Coalition’s Ted O’Brien looks to South Korea for nuclear solution
Ted O’Brien said Australia could ‘learn a lot’ from South Korea, which for the first time in 2024 generated more electricity from nuclear energy than coal and natural gas.
The Coalition is conducting “the most comprehensive international study ever undertaken by an opposition to inform Australia’s future energy policy” it claims, as Ted O’Brien, the architect of its taxpayer-funded tilt towards atomic energy, led a delegation to explore South Korea’s nuclear power industry.
Speaking to this masthead before heading abroad, Mr O’Brien said Australia could “learn a lot” from South Korea, which for the first time in 2024 generated more electricity from nuclear energy than coal and natural gas.
“As a nation, we need to be humble enough to learn from other nations which are managing their energy systems far better than we are,” the opposition energy spokesman told The Australian.
The industry delegation plans to visit a nuclear power plant and will also meet with representatives from Doosan Enerbility, a heavy-industrial company involved in the manufacturing and construction of nuclear power plants.
South Korea has experienced a revival in nuclear development and generation in recent years. Its suspended President, Yoon Suk Yeol, has been a strong proponent of nuclear power, having announced plans to build four more reactors by 2038.
Having also extended the life of several existing reactors, previously scheduled to mothball their operations in 2030, Mr Yoon has also ploughed significant resources into the expansion of the country’s nuclear industry, planning to increase exports of such technology.
The heavy emphasis on nuclear energy marks a major shift for South Korea, which is the world’s third-largest importer of liquefied natural gas and the fourth-largest importer of thermal coal.
Mr O’Brien has previously flagged that South Korean nuclear technology could be included as part of Australia’s energy mix, with Coalition policy documents citing the APR1000 and APR1400 pressurised water reactor models as examples of technology that could be deployed across five sites in New South Wales, Queensland and Victoria.
Both units have been previously built by the country’s state-owner electricity utility, Korea Electric Power Corporation, which was selected in July as the preferred bidder to build two APR1000 units in the Czech Republic at an estimated cost of $US26.1bn ($42.5bn).
The deal marked the first overseas order of a large-scale nuclear power plant since 2009, when South Korea struck an agreement to export four of the larger AP1400 models to the UAE with the project costing $32.1bn
Mr O’Brien has frequently claimed the project ran “on time and on budget” even as the commercial operation of the UAE’s first reactor took three years longer than originally intended.
The development of small modular reactors, which produce less than 300 megawatts of power and are yet to prove commercially viable, is also a key pillar of South Korea’s push to expand its nuclear footprint.
It plans to have at least one SMR developed and connected to the grid by 2035, the same year the Coalition hopes to have the technology in operation.
The Coalition has earmarked two sites – one in Collie, Western Australia, and the other in Port Augusta, South Australia – to host SMRs.
Mr O’Brien will also use his trip to South Korea to make the case that nuclear technology will ultimately be more affordable and, alongside coal, gas and renewables, is “keeping prices down” in South Korea at a time when Australians have experienced a significant increase in their power bills.
While South Koreans do indeed benefit from lower residential electricity prices than Australia, the cheaper prices largely owe to heavy government regulation in South Korea’s energy system.
Retailers face mandated tariff rates and a non-competitive market structure, forcing companies, including KEPCO, to sell electricity to retail customers at a massive loss, thus incurring significant debts in the process.
Labor has rubbished the Coalition’s nuclear power plans, arguing the cost to taxpayers would be exorbitant, ultimately drive up prices for households and businesses, and would not meet the energy demands of the grid.
Hitting back, the Coalition claims Labor’s proposed energy mix, which is largely reliant on renewables with firming from batteries, gas and pumped hydro, is significantly more expensive than the $121bn estimate supplied by the Energy Market Operator and would stymie supply of affordable and reliable electricity.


Problem requirements: Among the entries below, how many lines contain the string "governors"? Reply with that number alone.

==========

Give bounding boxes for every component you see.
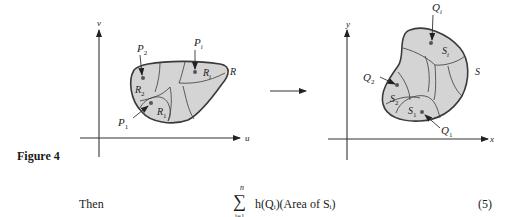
- right-plot: y x Qi Q2 Q1 Si S2 S1 S: [328, 1, 494, 160]
- label-qi: Qi: [432, 1, 442, 16]
- point-q1: [420, 110, 424, 114]
- label-r: R: [229, 66, 236, 77]
- sum-symbol: ∑: [233, 192, 246, 210]
- equation-number: (5): [478, 197, 492, 212]
- label-pi: Pi: [193, 36, 203, 51]
- region-s: [382, 28, 467, 121]
- label-p1: P1: [117, 116, 129, 131]
- label-p2: P2: [136, 42, 148, 57]
- label-s: S: [475, 66, 480, 77]
- region-r: [131, 61, 228, 122]
- y-axis-label: y: [345, 19, 350, 29]
- label-q2: Q2: [363, 71, 375, 86]
- point-pi: [193, 70, 197, 74]
- u-axis-label: u: [245, 133, 250, 143]
- point-qi: [429, 41, 433, 45]
- equation-lead-word: Then: [79, 197, 104, 212]
- equation-expression: h(Qᵢ)(Area of Sᵢ): [255, 197, 336, 212]
- x-axis-label: x: [489, 134, 494, 144]
- left-plot: v u P2 Pi P1 R2 R1 Ri R: [80, 18, 250, 157]
- sum-lower-limit: i=1: [235, 212, 244, 217]
- point-p1: [149, 101, 153, 105]
- point-p2: [141, 76, 145, 80]
- v-axis-label: v: [97, 18, 101, 28]
- point-q2: [395, 83, 399, 87]
- figure-4-diagram: v u P2 Pi P1 R2 R1 Ri R y x: [0, 0, 520, 217]
- label-q1: Q1: [441, 124, 453, 139]
- figure-caption: Figure 4: [17, 149, 60, 164]
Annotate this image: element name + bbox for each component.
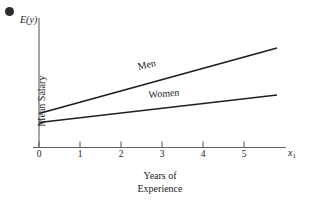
x-tick-label-1: 1	[73, 150, 87, 160]
x-tick-label-2: 2	[114, 150, 128, 160]
x-axis-symbol-subscript: 1	[292, 152, 296, 160]
y-axis-title: Mean Salary	[37, 53, 47, 149]
x-axis-caption-line-1: Years of	[110, 170, 210, 183]
x-axis-symbol: x1	[288, 148, 296, 160]
regression-lines-figure: E(y) x1 Mean Salary 0 1 2 3 4 5 Men Wome…	[0, 0, 311, 203]
x-tick-label-0: 0	[32, 150, 46, 160]
y-axis-symbol: E(y)	[20, 15, 37, 25]
x-axis-ticks	[39, 142, 244, 148]
x-tick-label-3: 3	[155, 150, 169, 160]
x-tick-label-5: 5	[237, 150, 251, 160]
series-line-men	[39, 48, 277, 114]
x-tick-label-4: 4	[196, 150, 210, 160]
x-axis-caption-line-2: Experience	[110, 183, 210, 196]
x-axis-caption: Years of Experience	[110, 170, 210, 195]
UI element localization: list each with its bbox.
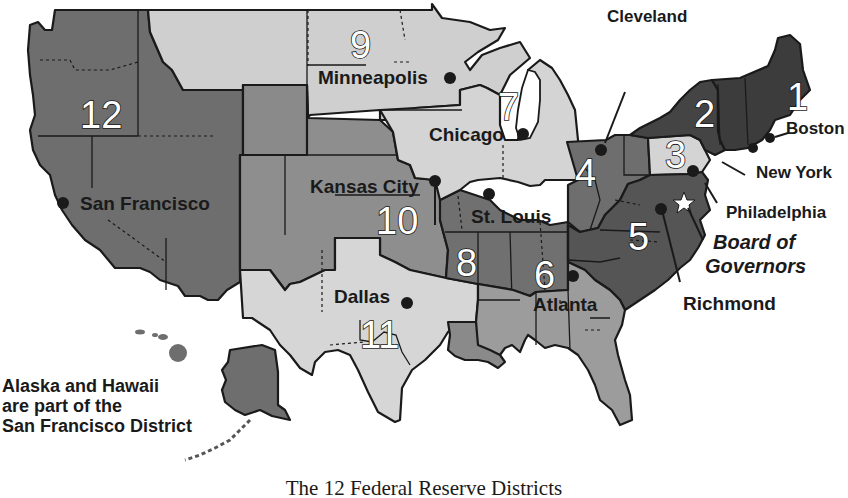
city-label-new-york: New York <box>756 163 832 182</box>
city-label-chicago: Chicago <box>429 124 504 145</box>
city-label-richmond: Richmond <box>683 293 776 314</box>
board-of-governors-label-line2: Governors <box>705 255 806 277</box>
note-line-2: are part of the <box>2 396 192 416</box>
alaska-hawaii-note: Alaska and Hawaii are part of the San Fr… <box>2 376 192 436</box>
atlanta-marker[interactable] <box>567 270 579 282</box>
district-number-2: 2 <box>694 93 715 135</box>
city-label-boston: Boston <box>786 119 845 138</box>
city-label-dallas: Dallas <box>334 286 390 307</box>
district-number-11: 11 <box>360 314 399 356</box>
cleveland-marker[interactable] <box>595 144 607 156</box>
philadelphia-marker[interactable] <box>687 165 699 177</box>
district-number-10: 10 <box>376 200 418 242</box>
city-label-kansas-city: Kansas City <box>310 176 419 197</box>
city-label-san-francisco: San Francisco <box>80 193 210 214</box>
wyoming-state <box>243 85 307 155</box>
map-caption: The 12 Federal Reserve Districts <box>0 476 848 498</box>
minneapolis-marker[interactable] <box>444 72 456 84</box>
district-number-9: 9 <box>350 24 371 66</box>
note-line-3: San Francisco District <box>2 416 192 436</box>
district-number-1: 1 <box>787 76 808 118</box>
district-number-8: 8 <box>456 242 477 284</box>
hawaii-islands[interactable] <box>135 330 187 363</box>
board-of-governors-label-line1: Board of <box>713 231 798 253</box>
district-number-5: 5 <box>628 216 649 258</box>
new-york-marker[interactable] <box>748 143 758 153</box>
richmond-marker[interactable] <box>655 203 667 215</box>
chicago-marker[interactable] <box>517 128 529 140</box>
district-number-4: 4 <box>575 152 596 194</box>
city-label-minneapolis: Minneapolis <box>318 67 428 88</box>
city-label-cleveland: Cleveland <box>607 7 687 26</box>
note-line-1: Alaska and Hawaii <box>2 376 192 396</box>
city-label-atlanta: Atlanta <box>533 294 598 315</box>
san-francisco-marker[interactable] <box>57 197 69 209</box>
boston-marker[interactable] <box>765 133 775 143</box>
city-label-philadelphia: Philadelphia <box>726 203 827 222</box>
district-number-6: 6 <box>534 254 555 296</box>
district-number-12: 12 <box>80 94 122 136</box>
city-label-st-louis: St. Louis <box>471 206 551 227</box>
district-number-3: 3 <box>665 134 686 176</box>
st-louis-marker[interactable] <box>483 188 495 200</box>
district-number-7: 7 <box>498 86 519 128</box>
alaska-state[interactable] <box>222 345 290 420</box>
dallas-marker[interactable] <box>401 297 413 309</box>
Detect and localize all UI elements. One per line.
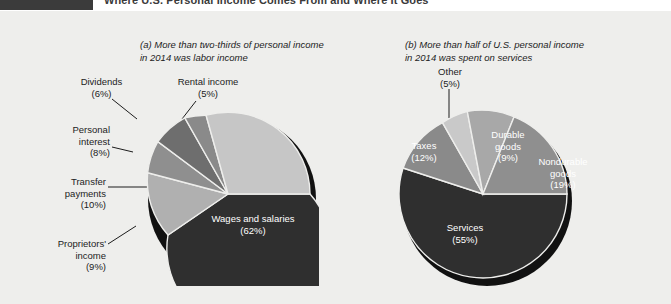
label-dividends: Dividends (6%) — [64, 76, 139, 99]
label-wages-and-salaries: Wages and salaries (62%) — [188, 213, 318, 236]
pie-chart-personal-income-sources — [143, 110, 319, 286]
panel-b-caption: (b) More than half of U.S. personal inco… — [405, 39, 655, 64]
label-other: Other (5%) — [420, 66, 480, 89]
page-title: Where U.S. Personal Income Comes From an… — [104, 0, 429, 6]
header-tab-block — [0, 0, 93, 10]
label-personal-interest: Personal interest (8%) — [32, 124, 110, 159]
label-services: Services (55%) — [425, 222, 505, 245]
label-taxes: Taxes (12%) — [399, 140, 449, 163]
figure-body: (a) More than two-thirds of personal inc… — [0, 11, 671, 304]
label-transfer-payments: Transfer payments (10%) — [28, 176, 106, 211]
pie-a-slices — [143, 110, 319, 286]
label-rental-income: Rental income (5%) — [168, 76, 248, 99]
label-nondurable-goods: Nondurable goods (19%) — [520, 156, 606, 191]
label-proprietors-income: Proprietors' income (9%) — [22, 238, 106, 273]
panel-a-caption: (a) More than two-thirds of personal inc… — [140, 39, 390, 64]
figure-container: Where U.S. Personal Income Comes From an… — [0, 0, 671, 304]
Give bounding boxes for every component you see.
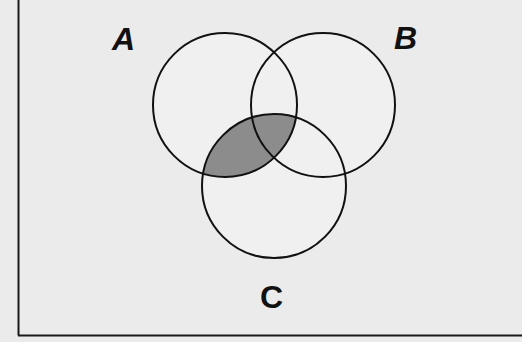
- set-a-label: A: [112, 23, 135, 55]
- set-c-label: C: [260, 281, 283, 313]
- set-b-label: B: [394, 22, 417, 54]
- venn-diagram-canvas: A B C: [0, 0, 522, 342]
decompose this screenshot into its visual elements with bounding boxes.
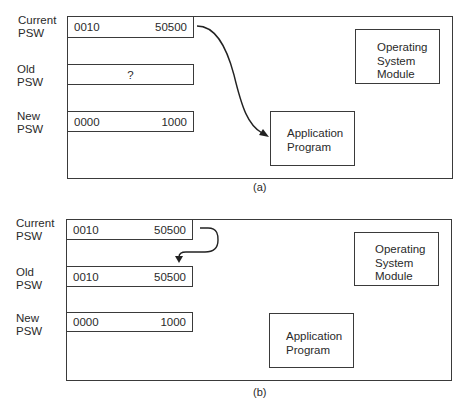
arrow-current-to-old-icon bbox=[175, 228, 218, 263]
arrows-layer bbox=[0, 0, 468, 407]
arrow-current-to-application-icon bbox=[197, 26, 269, 137]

==========

Result of the exercise: 2